Chinese Governor Resigns Over Mudslide

Governor of Shanxi province was previously sacked as mayor of Beijing over the Sars outbreak
The governor of Shanxi resigned as the death toll from a mudslide triggered by the collapse of an illegal mining dump in the northern Chinese province rose to 254, official media have reported.

Meng Xuenong became governor only eight months ago - a rehabilitation that came five years after he was sacked as mayor of Beijing over the handling of the severe acute respiratory syndrome (Sars) outbreak.

Last Monday's landslide happened when a retaining wall holding back waste at the Tashan iron mine in Xiangfen county, Linfen, crumbled. It unleashed a torrent of sludge which swept down upon a warehouse, a village of as many as 1,300 residents and a busy outdoor market.

Rescuers had found 254 bodies by late Saturday and identified 151 of them by today, a duty officer surnamed Gao at the Shanxi provincial government told the Associated Press agency.

Around a thousand rescue workers are still combing through 74 acres of sludge and waste covering the area, where hundreds more people could be buried.

"This is the toughest phase of the ongoing rescue," Lian Zhendong, chief of the rescue headquarters, told the state news agency Xinhua.

"We will do our utmost to finish the search in three to five days."

Villager Li Dengfeng, 30, told Xinhua his wife was buried as she bought meat for the Mid-Autumn Festival at the market.

"On that tragic day, I, along with my fellow villagers, was excavating the silt with spades like we were crazy," he added. Xinhua said Li found his wife's body two days later in the thick mud.

Identifying many of the bodies has proved difficult because a large number of the victims were unregistered migrants employed at the illegal mine, state media have said.

Meng resigned his post at a standing committee session of the Shanxi People's Congress yesterday, Xinhua said, adding that Zhang Jianmin, a vice-governor, was removed from his post at the same meeting.

Meng was tipped as a rising star when he became mayor of Beijing in 2003. But he was sacked within months after it emerged that city officials had tried to cover up the spread of Sars to the capital. The outbreak killed almost 350 people on the mainland and hospitalized 2000.

He became deputy director of a major water project, but kept his position on the Communist party's powerful Central Committee and by last year had become vice-governor in Shanxi.

The authorities underlined their focus on safety in the wake of the disaster by appointing Wang Jun, who has been overseeing rescue efforts, as acting director.

Wang, 56, was born in Shanxi province and is director of the State Administration for Work Safety.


(Work request) Which lines of the data hold the word "volume"? Copy all of them.

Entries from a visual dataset
↓

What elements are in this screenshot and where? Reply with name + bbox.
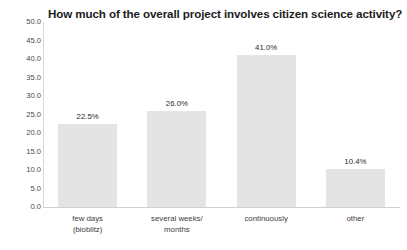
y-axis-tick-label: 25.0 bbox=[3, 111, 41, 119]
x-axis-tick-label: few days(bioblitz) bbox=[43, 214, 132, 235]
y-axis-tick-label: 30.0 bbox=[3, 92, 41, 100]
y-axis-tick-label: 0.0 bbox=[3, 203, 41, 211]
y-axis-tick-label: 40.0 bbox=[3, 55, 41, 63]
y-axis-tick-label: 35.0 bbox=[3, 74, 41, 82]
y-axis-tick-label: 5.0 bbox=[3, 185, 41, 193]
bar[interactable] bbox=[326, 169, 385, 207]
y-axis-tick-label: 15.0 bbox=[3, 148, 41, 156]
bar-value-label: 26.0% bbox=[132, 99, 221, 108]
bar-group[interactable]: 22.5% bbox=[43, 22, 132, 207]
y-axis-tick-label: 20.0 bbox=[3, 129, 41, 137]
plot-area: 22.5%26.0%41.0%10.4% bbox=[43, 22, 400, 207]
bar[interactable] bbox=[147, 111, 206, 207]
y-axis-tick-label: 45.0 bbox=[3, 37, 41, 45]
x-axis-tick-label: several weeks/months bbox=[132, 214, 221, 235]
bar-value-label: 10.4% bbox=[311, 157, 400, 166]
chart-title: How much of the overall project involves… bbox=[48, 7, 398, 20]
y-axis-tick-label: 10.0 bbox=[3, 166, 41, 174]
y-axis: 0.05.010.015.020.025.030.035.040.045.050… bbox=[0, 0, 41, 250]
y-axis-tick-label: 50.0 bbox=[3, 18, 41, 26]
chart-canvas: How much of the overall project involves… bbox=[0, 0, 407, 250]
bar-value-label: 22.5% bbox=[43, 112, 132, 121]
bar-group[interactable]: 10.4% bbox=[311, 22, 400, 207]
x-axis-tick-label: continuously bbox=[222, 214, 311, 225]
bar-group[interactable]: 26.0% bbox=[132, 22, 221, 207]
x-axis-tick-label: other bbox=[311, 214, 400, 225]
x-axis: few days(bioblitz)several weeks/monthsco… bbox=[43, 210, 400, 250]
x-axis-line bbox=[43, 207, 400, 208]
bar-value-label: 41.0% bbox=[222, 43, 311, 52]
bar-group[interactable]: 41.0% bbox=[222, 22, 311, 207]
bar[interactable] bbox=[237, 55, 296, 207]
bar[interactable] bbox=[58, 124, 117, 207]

↑
↓

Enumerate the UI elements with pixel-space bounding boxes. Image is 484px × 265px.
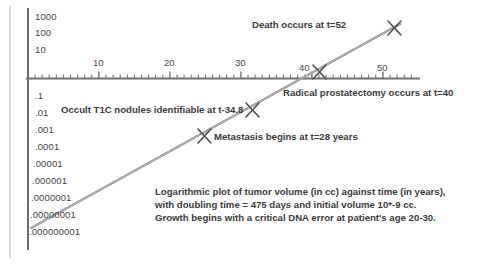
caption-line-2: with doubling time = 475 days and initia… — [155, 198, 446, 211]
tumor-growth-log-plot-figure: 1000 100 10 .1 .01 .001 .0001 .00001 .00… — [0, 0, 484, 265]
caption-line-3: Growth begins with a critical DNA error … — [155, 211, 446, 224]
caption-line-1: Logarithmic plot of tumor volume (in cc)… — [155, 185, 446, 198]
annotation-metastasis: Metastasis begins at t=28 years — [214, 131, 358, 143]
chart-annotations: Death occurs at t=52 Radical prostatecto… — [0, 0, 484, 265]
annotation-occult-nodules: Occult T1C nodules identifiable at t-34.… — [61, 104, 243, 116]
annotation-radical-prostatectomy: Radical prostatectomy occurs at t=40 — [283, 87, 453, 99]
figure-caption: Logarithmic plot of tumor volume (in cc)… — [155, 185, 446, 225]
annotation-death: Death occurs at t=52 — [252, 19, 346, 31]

↑
↓

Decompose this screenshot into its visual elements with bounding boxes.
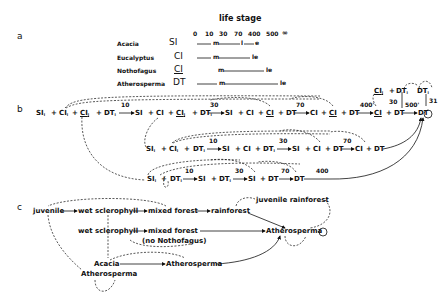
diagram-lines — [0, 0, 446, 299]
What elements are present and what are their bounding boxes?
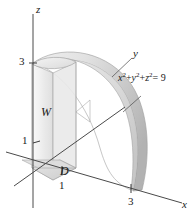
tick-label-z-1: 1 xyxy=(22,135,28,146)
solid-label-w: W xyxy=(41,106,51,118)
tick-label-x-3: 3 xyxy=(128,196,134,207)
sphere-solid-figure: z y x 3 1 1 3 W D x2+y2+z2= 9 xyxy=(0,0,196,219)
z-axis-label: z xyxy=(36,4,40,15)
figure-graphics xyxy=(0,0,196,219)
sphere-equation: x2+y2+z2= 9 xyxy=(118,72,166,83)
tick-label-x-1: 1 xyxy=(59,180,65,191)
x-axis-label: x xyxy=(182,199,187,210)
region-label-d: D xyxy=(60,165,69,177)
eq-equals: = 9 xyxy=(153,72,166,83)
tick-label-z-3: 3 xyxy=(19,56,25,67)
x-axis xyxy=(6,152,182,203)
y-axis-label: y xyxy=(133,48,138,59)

↑

(Result)
caption-line-1: Logarithmic plot of tumor volume (in cc)… — [155, 185, 446, 198]
figure-caption: Logarithmic plot of tumor volume (in cc)… — [155, 185, 446, 225]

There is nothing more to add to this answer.